Observatory Case

Hackcamp

The Hackcamp is a live methodological intervention combining P2P mediation and co-research that has been designed and facilitated by the ZEMOS98 collective. It consists of a participatory encounter that encourages participants’ creativity to address challenges faced by their creative institutions, organisations, and communities. During two or three days, Hackcamp participants share and apply diverse learning tools based on their co-creative experimentation, with the objective of generating prototypes that explore solutions to the challenges they have collectively identified. The Hackcamp project is based on the values of open innovation, learning by doing approach, and the prototyping culture and leverages the power of situated, collective knowledge. The Hackcamp setting is always designed to hack power relationships and establish diverse, inclusive, and democratic ways of participation.

Within the Hackcamp project, participating cultural organisations conduct analysis of their internal environment and processes related to social transformation. Based on the analysis, each organisation identifies challenges that become urgent for the continuity of its strategy and core values and that might be shared by other organisations operating in similar coordinates.

Examples of these identified challenges from past Hackcamps are: 

  • To effectively and fairly incorporate the decolonial perspective in their internal practices and in their relations with other agents in a complex environment.
  • to analyse cultural practices from an anti-racist perspective and identify strategies to combat racism, economic violence and structural violence against racialised people.
  • To analyse and balance the influence of cultural practices at the local and international levels in a complex global and post-pandemic context. 
  • Strategies to address eco-social change in cultural organisations, how to be ecologically responsible and incorporate an environmental urgency perspective in our practices and methodologies.
  • How to maintain one’s own voice, keep in touch, and listen to each other in times when communication is affected by virtuality and data saturation.
  • How to ensure that we put life and care at the centre of our internal practices as an organisation and when developing community projects.

The CreaTures Micro-Hackcamp in Seville (image credit: ZEMOS98).

The Hackcamp methodology relies on five main principles:

  1. We rely on collective intelligence and peer-to-peer knowledge sharing.
  2. We consider and value all knowledge. It is important to avoid distinguishing between experts and non-experts.
  3. We listen to each other’s ideas and accept diversity as the intellectual basis that we should all embrace.
  4. We connect practices and experiences that care for and value the common good.
  5. We use visual and body languages in addition to oral and textual tools.

The CreaTures Micro-Hackcamp in Seville (image credit: ZEMOS98).

Each Hackcamp responds to particular needs co-defined by its participants. However, the nature of the Hackcamp caters to the following general objectives:

  1. Learn and practice new techniques that enable open innovation.
  2. Encourage and experiment with the sum of internal capabilities of an organization.
  3. Leverage “learning-by-doing” approach and co-creative problem-solving practices.
  4. Generate communication channels between people with different profiles and roles.
  5. Design tools for a live assessment of the changing needs of an organization.
  6. Develop a series of prototypes that can help solve situations or problems through collective action and can be further disseminated in the form of shareable tools.

The edition of the Hackcamp that was run within the CreaTures project scope – a smaller, portable version of the format (so-called Micro-Hackcamp) – was held in Seville and involved the participation of six people of diverse professional and cultural backgrounds. In this Hackcamp, we especially focused on the eco-social and decolonial transformation of cultural and creative practices. The meeting was divided into two days (30 and 31 May, 2022) in which we discussed the strategies and tools that the participants and their organizations can use to work towards these transformations. The objective was to define a roadmap with tips that can inspire not only us at the event but also other cultural organizations.

The CreaTures Micro-Hackcamp in Seville (image credit: ZEMOS98).

From the data collected at this Hackcamp ExP event, ZEMOS98 is currently producing an Open Paper both in Spanish and in English that will be published open-source. An example of an outcome from previous Hackcamp sessions is an Open Paper that broadens the notion of what is known as “cultural mediation”. In the Paper, the concept of cultural mediation is expanded by studying ZEMOS98’s own practices using conversations that emerged during the “Laboratory of Cultural Mediation in Pandemic Times’’ using the Hackcamp methodology.

The Hackcamp is an ongoing series of events and a format of co-creative gatherings that ZEMOS98 has been using in a long term. There will be additional Hackcamp events happening in the future. The Hackcamp organised within the CreaTures project helped us to expand and further refine the Hackcamp format and the future events will build on these findings.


▶ [About this exercise] Give back exactly the lines of the data below, starting with the line that has "Image resolution: width=596" and going on through the line that has "In order to click on span: Confirmation".

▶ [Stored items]
* * * * * * *

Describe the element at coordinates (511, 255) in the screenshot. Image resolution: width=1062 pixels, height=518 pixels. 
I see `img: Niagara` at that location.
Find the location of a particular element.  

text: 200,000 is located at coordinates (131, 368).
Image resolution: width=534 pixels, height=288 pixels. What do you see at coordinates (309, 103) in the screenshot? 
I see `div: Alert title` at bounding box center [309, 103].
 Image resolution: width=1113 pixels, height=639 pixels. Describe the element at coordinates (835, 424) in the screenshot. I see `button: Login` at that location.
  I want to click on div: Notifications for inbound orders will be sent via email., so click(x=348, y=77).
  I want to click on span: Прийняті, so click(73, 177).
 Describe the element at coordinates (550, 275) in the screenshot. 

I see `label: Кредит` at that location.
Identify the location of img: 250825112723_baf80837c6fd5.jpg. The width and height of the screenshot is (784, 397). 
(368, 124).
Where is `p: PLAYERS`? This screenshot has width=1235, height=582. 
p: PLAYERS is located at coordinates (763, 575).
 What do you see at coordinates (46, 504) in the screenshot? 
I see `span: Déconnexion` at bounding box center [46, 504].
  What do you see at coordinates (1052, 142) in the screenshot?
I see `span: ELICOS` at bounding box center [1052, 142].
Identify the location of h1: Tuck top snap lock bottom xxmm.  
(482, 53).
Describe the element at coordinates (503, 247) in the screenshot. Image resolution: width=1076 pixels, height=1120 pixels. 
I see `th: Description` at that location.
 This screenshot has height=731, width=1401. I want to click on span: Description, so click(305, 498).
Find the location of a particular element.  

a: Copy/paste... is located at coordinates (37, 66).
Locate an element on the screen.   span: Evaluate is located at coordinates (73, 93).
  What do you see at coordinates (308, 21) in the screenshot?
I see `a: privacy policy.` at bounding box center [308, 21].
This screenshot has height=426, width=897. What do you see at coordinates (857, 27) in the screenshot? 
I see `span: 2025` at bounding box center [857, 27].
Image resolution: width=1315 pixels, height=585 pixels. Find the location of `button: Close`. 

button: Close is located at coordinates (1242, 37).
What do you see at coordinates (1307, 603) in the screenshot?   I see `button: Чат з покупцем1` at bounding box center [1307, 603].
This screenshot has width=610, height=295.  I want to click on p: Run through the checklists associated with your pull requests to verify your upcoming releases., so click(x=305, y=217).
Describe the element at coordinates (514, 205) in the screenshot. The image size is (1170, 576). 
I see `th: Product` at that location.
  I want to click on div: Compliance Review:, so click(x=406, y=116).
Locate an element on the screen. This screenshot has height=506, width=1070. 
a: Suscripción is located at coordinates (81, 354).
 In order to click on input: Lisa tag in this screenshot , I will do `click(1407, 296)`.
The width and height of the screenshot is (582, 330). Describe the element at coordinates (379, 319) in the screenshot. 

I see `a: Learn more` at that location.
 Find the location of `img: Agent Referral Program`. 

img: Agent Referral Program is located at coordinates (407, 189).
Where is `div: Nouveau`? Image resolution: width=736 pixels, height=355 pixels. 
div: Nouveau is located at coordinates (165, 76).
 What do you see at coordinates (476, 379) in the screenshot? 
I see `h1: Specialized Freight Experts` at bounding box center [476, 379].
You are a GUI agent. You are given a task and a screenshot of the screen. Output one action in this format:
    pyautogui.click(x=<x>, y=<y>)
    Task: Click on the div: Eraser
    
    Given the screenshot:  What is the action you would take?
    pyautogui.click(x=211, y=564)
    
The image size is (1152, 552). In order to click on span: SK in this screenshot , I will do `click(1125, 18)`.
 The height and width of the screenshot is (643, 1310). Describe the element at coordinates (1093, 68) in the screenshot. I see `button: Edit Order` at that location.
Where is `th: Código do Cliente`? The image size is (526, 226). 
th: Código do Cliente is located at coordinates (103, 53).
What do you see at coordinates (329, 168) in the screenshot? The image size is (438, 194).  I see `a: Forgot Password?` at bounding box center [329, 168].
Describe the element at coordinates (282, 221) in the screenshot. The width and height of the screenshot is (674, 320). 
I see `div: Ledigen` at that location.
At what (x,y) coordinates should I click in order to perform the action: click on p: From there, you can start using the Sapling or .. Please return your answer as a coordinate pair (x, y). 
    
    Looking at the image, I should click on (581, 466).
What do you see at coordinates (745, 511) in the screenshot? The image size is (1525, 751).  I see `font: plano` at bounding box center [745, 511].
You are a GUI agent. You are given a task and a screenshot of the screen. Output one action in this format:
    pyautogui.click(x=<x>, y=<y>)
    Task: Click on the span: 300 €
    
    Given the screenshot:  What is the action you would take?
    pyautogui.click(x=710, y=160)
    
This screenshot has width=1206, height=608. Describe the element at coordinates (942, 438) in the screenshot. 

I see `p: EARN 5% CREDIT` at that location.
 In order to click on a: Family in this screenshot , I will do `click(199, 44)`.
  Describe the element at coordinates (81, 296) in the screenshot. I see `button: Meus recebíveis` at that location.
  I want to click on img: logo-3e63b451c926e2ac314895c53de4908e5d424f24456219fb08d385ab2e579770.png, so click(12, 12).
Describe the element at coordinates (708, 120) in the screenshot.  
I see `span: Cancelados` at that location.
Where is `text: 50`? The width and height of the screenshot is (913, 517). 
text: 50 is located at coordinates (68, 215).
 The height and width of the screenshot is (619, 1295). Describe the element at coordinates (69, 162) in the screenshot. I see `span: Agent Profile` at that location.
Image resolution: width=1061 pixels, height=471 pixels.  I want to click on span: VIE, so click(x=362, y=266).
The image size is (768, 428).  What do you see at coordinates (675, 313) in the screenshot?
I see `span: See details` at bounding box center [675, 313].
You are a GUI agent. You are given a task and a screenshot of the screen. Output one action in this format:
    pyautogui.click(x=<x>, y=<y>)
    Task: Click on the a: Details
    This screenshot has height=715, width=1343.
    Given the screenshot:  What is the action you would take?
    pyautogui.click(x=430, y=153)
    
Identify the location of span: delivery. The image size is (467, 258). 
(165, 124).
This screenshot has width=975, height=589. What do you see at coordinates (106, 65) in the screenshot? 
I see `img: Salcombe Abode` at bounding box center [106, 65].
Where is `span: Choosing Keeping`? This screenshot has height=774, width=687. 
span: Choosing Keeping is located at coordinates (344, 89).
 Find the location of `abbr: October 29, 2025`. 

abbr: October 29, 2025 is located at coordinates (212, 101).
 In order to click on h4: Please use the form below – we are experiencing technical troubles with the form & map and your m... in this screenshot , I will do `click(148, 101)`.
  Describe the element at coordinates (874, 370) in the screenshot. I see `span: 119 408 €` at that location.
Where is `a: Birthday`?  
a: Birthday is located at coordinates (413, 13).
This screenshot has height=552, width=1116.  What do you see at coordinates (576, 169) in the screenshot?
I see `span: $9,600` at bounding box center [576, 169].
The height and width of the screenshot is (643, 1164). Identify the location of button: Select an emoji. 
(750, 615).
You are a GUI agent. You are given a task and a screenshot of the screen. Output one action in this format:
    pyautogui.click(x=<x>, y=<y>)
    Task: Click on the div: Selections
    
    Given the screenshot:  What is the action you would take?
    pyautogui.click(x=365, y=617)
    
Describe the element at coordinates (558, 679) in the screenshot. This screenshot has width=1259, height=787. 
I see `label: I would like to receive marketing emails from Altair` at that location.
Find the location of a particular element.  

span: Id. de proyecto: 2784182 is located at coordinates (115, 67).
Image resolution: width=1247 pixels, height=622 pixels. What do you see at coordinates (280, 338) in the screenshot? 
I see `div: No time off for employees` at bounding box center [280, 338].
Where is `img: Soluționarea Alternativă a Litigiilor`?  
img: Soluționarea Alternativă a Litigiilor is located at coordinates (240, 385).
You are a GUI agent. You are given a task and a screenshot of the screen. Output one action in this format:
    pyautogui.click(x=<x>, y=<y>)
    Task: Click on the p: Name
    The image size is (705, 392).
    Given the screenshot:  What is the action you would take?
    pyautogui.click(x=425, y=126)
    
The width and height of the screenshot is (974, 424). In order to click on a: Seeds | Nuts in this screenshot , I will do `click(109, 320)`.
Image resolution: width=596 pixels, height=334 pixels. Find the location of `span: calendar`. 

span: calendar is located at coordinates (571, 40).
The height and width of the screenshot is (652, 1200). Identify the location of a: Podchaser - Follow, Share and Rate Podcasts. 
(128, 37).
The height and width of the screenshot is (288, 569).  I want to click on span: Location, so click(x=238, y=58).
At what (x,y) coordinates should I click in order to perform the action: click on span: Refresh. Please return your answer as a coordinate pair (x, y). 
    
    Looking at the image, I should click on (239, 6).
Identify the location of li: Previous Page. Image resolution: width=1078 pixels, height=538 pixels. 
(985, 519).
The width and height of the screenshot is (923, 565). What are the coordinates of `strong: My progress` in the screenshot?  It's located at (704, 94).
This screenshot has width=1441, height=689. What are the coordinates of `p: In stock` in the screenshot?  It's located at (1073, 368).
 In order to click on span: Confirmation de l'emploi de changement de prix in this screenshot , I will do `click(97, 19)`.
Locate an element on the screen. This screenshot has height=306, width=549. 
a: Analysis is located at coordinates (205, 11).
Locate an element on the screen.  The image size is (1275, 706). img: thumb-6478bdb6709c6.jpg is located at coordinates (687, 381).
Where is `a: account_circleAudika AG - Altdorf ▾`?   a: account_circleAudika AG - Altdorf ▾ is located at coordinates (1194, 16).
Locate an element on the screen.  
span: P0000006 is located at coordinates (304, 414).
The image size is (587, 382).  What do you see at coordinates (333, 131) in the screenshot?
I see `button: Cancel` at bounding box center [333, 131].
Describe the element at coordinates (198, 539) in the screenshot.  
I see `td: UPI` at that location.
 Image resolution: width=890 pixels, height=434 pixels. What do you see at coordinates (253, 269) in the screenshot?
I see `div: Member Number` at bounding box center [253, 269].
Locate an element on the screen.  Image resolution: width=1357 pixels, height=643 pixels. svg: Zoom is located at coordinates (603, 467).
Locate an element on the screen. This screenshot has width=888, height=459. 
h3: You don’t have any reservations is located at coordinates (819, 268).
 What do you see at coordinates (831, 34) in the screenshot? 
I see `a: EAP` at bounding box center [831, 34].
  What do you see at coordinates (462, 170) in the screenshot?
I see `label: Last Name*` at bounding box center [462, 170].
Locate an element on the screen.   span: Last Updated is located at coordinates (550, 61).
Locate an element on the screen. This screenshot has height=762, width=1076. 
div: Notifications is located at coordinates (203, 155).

* * * * * * *

▶ [Reply to the task]
Image resolution: width=596 pixels, height=334 pixels. Find the location of `span: calendar`. 

span: calendar is located at coordinates (571, 40).
The height and width of the screenshot is (652, 1200). Identify the location of a: Podchaser - Follow, Share and Rate Podcasts. 
(128, 37).
The height and width of the screenshot is (288, 569).  I want to click on span: Location, so click(x=238, y=58).
At what (x,y) coordinates should I click in order to perform the action: click on span: Refresh. Please return your answer as a coordinate pair (x, y). 
    
    Looking at the image, I should click on (239, 6).
Identify the location of li: Previous Page. Image resolution: width=1078 pixels, height=538 pixels. 
(985, 519).
The width and height of the screenshot is (923, 565). What are the coordinates of `strong: My progress` in the screenshot?  It's located at (704, 94).
This screenshot has width=1441, height=689. What are the coordinates of `p: In stock` in the screenshot?  It's located at (1073, 368).
 In order to click on span: Confirmation de l'emploi de changement de prix in this screenshot , I will do `click(97, 19)`.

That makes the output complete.